I received a Google Wave invite a few days ago and decided to try it out. I watched the goofy video from Doctor Wave, which lagged to the point that five minutes later, I had watched one minute of video. My Internet connection may be less than excellent, but it isn’t that terrible either despite the flickering.

The video was a good test of Wave’s plugins, though. After that I opened a wave for NaNoWriMo participants created by another Wrimo. This was a huge Wave with at least 300 blips, and I couldn’t even scroll through the entire Wave at first. The scroll button was nearly impossible to grab, it kept taking me to parts of the Wave that I had already read or far ahead of where I wanted to read, and it was overall very hard to control.
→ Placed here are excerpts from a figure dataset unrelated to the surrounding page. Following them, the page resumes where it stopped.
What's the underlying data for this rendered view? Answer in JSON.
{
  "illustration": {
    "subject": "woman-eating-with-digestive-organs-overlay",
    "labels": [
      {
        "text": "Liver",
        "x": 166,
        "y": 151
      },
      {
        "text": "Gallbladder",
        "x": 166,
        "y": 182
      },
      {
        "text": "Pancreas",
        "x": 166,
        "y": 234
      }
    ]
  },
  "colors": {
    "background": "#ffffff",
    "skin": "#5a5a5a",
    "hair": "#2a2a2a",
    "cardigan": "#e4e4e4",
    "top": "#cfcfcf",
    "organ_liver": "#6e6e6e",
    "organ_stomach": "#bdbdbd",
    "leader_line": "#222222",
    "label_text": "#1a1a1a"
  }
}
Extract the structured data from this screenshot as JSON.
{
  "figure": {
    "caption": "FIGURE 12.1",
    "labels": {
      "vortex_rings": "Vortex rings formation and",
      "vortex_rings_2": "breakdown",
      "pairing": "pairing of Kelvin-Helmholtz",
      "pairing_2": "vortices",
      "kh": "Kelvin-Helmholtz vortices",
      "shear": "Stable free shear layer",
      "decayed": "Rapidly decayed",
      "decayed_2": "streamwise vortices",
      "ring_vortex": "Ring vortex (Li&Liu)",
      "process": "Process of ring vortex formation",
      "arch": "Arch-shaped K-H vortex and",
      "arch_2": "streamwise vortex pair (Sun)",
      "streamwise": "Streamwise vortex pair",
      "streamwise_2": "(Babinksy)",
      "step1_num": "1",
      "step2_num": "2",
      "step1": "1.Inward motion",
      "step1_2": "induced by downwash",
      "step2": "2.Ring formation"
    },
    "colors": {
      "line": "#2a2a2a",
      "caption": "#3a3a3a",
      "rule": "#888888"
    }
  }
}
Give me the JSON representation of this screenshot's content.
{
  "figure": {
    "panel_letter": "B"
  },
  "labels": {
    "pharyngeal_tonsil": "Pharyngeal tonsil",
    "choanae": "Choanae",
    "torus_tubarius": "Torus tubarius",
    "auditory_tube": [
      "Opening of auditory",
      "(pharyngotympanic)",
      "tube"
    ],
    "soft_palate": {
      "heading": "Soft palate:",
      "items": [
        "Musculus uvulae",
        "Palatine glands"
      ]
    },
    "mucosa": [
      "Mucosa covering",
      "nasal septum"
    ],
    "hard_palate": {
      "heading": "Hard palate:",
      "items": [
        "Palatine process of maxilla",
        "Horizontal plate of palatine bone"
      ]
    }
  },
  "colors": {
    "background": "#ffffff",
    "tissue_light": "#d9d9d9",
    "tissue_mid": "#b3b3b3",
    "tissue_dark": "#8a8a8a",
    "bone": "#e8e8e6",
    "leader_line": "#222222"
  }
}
While the feature of being able to click and reply exactly where you want to is handy, replacing that with a reply button on the wave you want to reply to will suffice, and I’d be happy, if not happier, with that. The keystrokes lag, which is unfortunate for fast typists like me. Typing my first blip of two sentences in the NaNoWriMo wave took at least five minutes.
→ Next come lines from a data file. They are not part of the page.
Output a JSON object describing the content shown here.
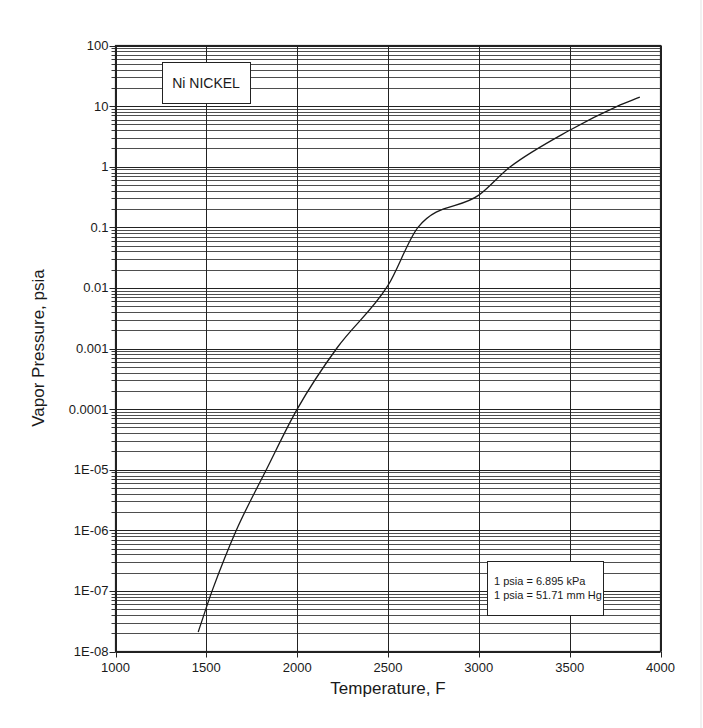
{
  "chart_data": {
    "type": "line",
    "title": "Ni  NICKEL",
    "xlabel": "Temperature, F",
    "ylabel": "Vapor Pressure, psia",
    "xscale": "linear",
    "yscale": "log",
    "xlim": [
      1000,
      4000
    ],
    "ylim": [
      1e-08,
      100
    ],
    "grid": true,
    "x_ticks": [
      1000,
      1500,
      2000,
      2500,
      3000,
      3500,
      4000
    ],
    "x_tick_labels": [
      "1000",
      "1500",
      "2000",
      "2500",
      "3000",
      "3500",
      "4000"
    ],
    "y_ticks": [
      1e-08,
      1e-07,
      1e-06,
      1e-05,
      0.0001,
      0.001,
      0.01,
      0.1,
      1,
      10,
      100
    ],
    "y_tick_labels": [
      "1E-08",
      "1E-07",
      "1E-06",
      "1E-05",
      "0.0001",
      "0.001",
      "0.01",
      "0.1",
      "1",
      "10",
      "100"
    ],
    "annotations": [
      "1 psia = 6.895 kPa",
      "1 psia = 51.71 mm Hg"
    ],
    "series": [
      {
        "name": "Ni NICKEL",
        "x": [
          1455,
          1532,
          1665,
          1830,
          2000,
          2217,
          2500,
          2665,
          3000,
          3173,
          3500,
          3764,
          3886
        ],
        "y": [
          2.1e-08,
          1e-07,
          1e-06,
          1e-05,
          0.0001,
          0.001,
          0.011,
          0.1,
          0.34,
          1,
          4.0,
          10,
          14
        ]
      }
    ]
  },
  "title_box": {
    "label": "Ni  NICKEL"
  },
  "conversion_note": {
    "line1": "1 psia = 6.895 kPa",
    "line2": "1 psia = 51.71 mm Hg"
  },
  "axes": {
    "x_title": "Temperature, F",
    "y_title": "Vapor Pressure, psia"
  }
}
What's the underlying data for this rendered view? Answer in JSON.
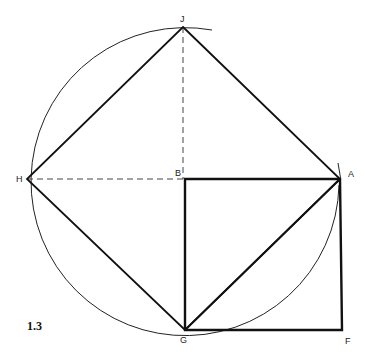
{
  "figure": {
    "number": "1.3",
    "points": {
      "J": {
        "label": "J",
        "x": 183,
        "y": 27
      },
      "H": {
        "label": "H",
        "x": 27,
        "y": 179
      },
      "B": {
        "label": "B",
        "x": 183,
        "y": 179
      },
      "A": {
        "label": "A",
        "x": 340,
        "y": 179
      },
      "G": {
        "label": "G",
        "x": 185,
        "y": 330
      },
      "F": {
        "label": "F",
        "x": 342,
        "y": 330
      }
    },
    "colors": {
      "line": "#111111",
      "background": "#ffffff"
    }
  }
}
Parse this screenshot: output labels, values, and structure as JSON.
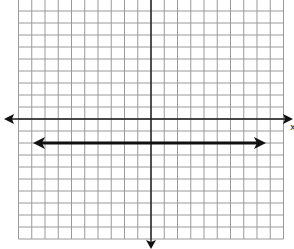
{
  "chart_data": {
    "type": "line",
    "title": "",
    "xlabel": "x",
    "ylabel": "",
    "xlim": [
      -10,
      10
    ],
    "ylim": [
      -10,
      10
    ],
    "grid": true,
    "grid_step": 1,
    "axes_arrows": {
      "x": "both",
      "y": "down-visible"
    },
    "series": [
      {
        "name": "y = -2",
        "equation": "y = -2",
        "kind": "horizontal line with arrows at both ends",
        "x": [
          -9,
          9
        ],
        "y": [
          -2,
          -2
        ]
      }
    ]
  },
  "layout": {
    "origin_px": [
      151,
      119
    ],
    "cell_w_px": 13.25,
    "cell_h_px": 12,
    "grid_left_px": 18.5,
    "grid_right_px": 283.5,
    "grid_top_px": -1,
    "grid_bottom_px": 239
  },
  "labels": {
    "x_axis": "x"
  }
}
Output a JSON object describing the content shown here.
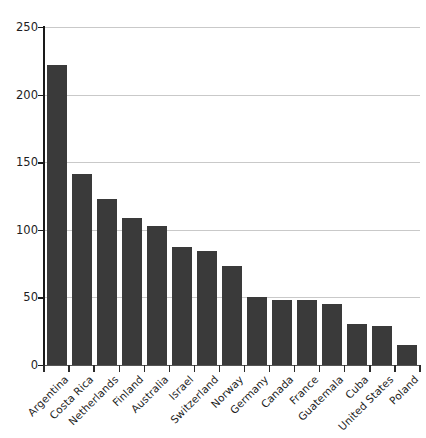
{
  "chart_data": {
    "type": "bar",
    "title": "",
    "subtitle": "",
    "xlabel": "",
    "ylabel": "",
    "ylim": [
      0,
      250
    ],
    "yticks": [
      0,
      50,
      100,
      150,
      200,
      250
    ],
    "grid": "horizontal",
    "legend": "none",
    "bar_color": "#3a3a3a",
    "gridline_color": "#c9c9c9",
    "axis_color": "#1a1a1a",
    "categories": [
      "Argentina",
      "Costa Rica",
      "Netherlands",
      "Finland",
      "Australia",
      "Israel",
      "Switzerland",
      "Norway",
      "Germany",
      "Canada",
      "France",
      "Guatemala",
      "Cuba",
      "United States",
      "Poland"
    ],
    "values": [
      222,
      141,
      123,
      109,
      103,
      87,
      84,
      73,
      50,
      48,
      48,
      45,
      30,
      29,
      15
    ]
  }
}
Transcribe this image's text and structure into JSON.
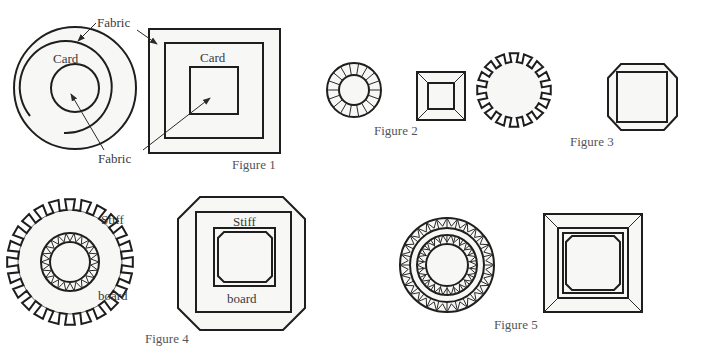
{
  "figure1": {
    "labels": {
      "fabric_top": "Fabric",
      "fabric_bottom": "Fabric",
      "card_circle": "Card",
      "card_square": "Card"
    },
    "caption": "Figure 1"
  },
  "figure2": {
    "caption": "Figure 2"
  },
  "figure3": {
    "caption": "Figure 3"
  },
  "figure4": {
    "labels": {
      "stiff_circle": "Stiff",
      "board_circle": "board",
      "stiff_square": "Stiff",
      "board_square": "board"
    },
    "caption": "Figure 4"
  },
  "figure5": {
    "caption": "Figure 5"
  },
  "colors": {
    "line": "#1e1e1e",
    "text": "#3a3a3a",
    "background": "#ffffff"
  }
}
Google really needs to address the lag before this product can be as influential as people say it will be. If it isn’t, my invite may have been acquired in vain.

And before you ask, I don’t know if I have any invites. The answer is probably no since I received an invite in the past week. The site interface was too slow for me to navigate in a reasonable period of time, and I gave up out of frustration, choosing to do something where I could type freely. This something involved my NaNo novel.

One day when I’m less easily frustrated by the lag, there will be a more substantial review.